Indonesia's Defence Minister Ryamizard Ryacudu says that there are an estimated 1000 Daesh sympathisers in Indonesia. "But in a world overwhelmed by fear, please try to imagine – Indonesia is the biggest Muslim country in the world, we have 250 million people, 200 million [of them are] Muslim.

"Suppose 0.5 per cent of Indonesians become ISIS sympathisers. That's one million people. It's a terrible number."

"It gets worse: According to survey data," says the former general, "96 per cent of Indonesians reject the extremist ideology.

However, about four per cent choose not to give sufficient answer. Eight million people."

This is why, he says, "Indonesia is the prime target for the extremist recruiters". And why "we have to solve the root of the problem."

The terrorists' salafi-jihadi ideology, like money, is fungible. If one outlet for the ideology is blocked, it finds another. The West was satisfied with the defeat of Al Qaeda, and initially failed to notice that its work was taken up by Daesh.

Even as Daesh is being smashed, other vessels are forming to carry on its malevolent mission. The ideology, the work, the mission will live on with new leaders and new energy. In the West, in south-east Asia, in any part of the planet that presents an opportunity.

Why? Because it serves a real need: "What the Middle East needs right now is a secular force that dreams a secular dream. At the moment, the only 'dream' is the caliphate," writes the chair of the Quilliam think tank, Maajid Nawaz, a reformed extremist who went on to advise British prime ministers on counterterrorism.

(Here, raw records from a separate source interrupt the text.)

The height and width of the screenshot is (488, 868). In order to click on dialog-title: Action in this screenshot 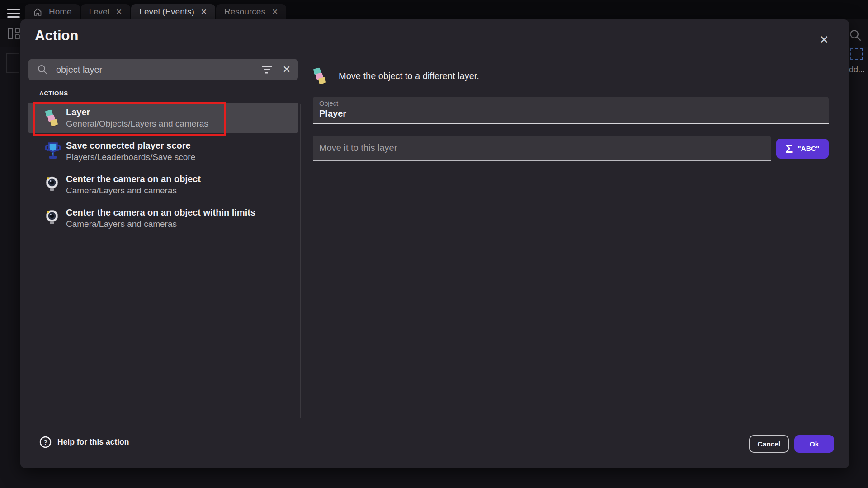, I will do `click(57, 36)`.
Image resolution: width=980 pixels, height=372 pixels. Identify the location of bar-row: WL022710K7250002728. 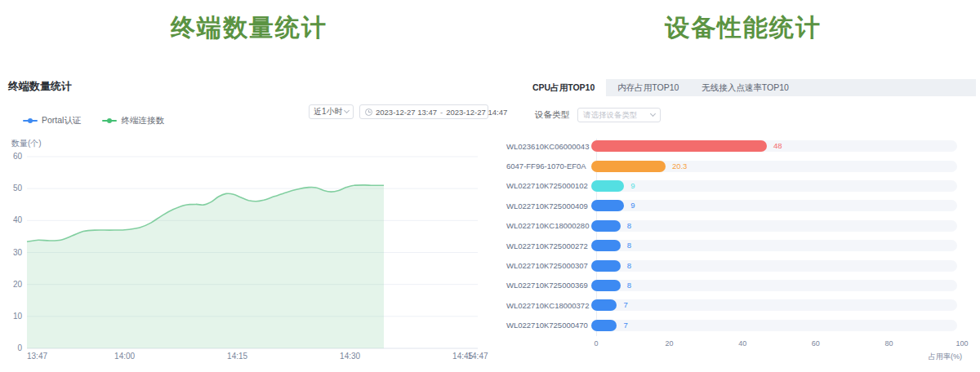
(735, 246).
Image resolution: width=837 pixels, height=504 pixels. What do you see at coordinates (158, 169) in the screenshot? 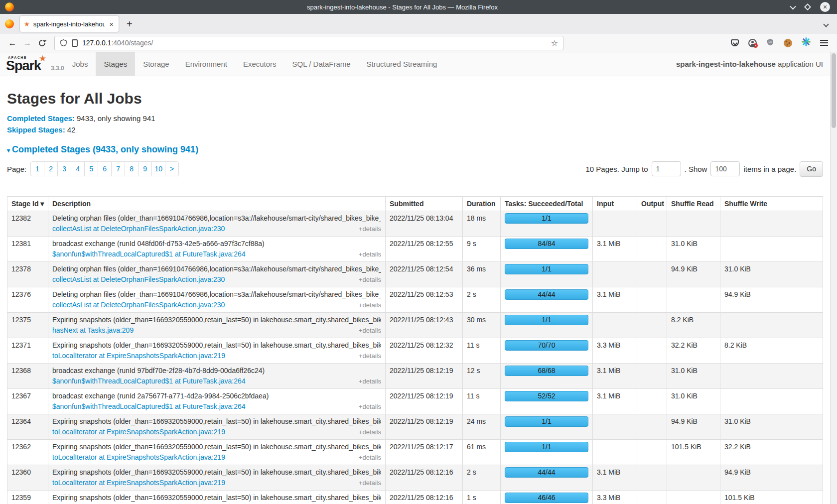
I see `page-number-button: 10` at bounding box center [158, 169].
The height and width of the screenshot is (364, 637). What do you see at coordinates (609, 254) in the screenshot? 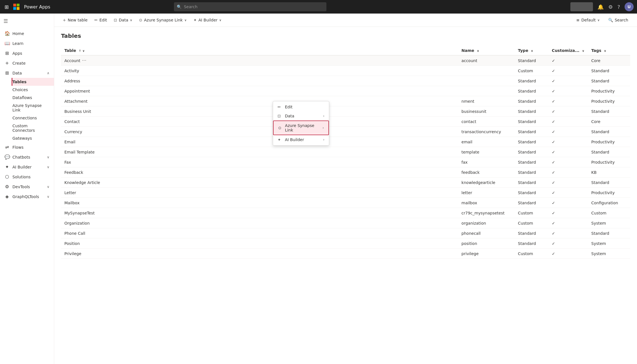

But until that happens, the disaffected will continue to be drawn to the ideology of Islamist fundamentalism. And some power-seeking clique, Daesh or another, will be happy to embrace them.

This is what Indonesia's Ryacucu meant by "the root of the problem". It is the power of an ideology, the dream of the caliphate.

"Coercion will contribute 1 per cent of solving the basis terrorism – 99 per cent will be soft power and the co-operation of the people."

We are in a phase-change of fundamentalism and need to brace for a long, complex civilisational effort. Terrorism is a tool of the weak against the strong.

It succeeds by terrifying us into turning our own strength against ourselves.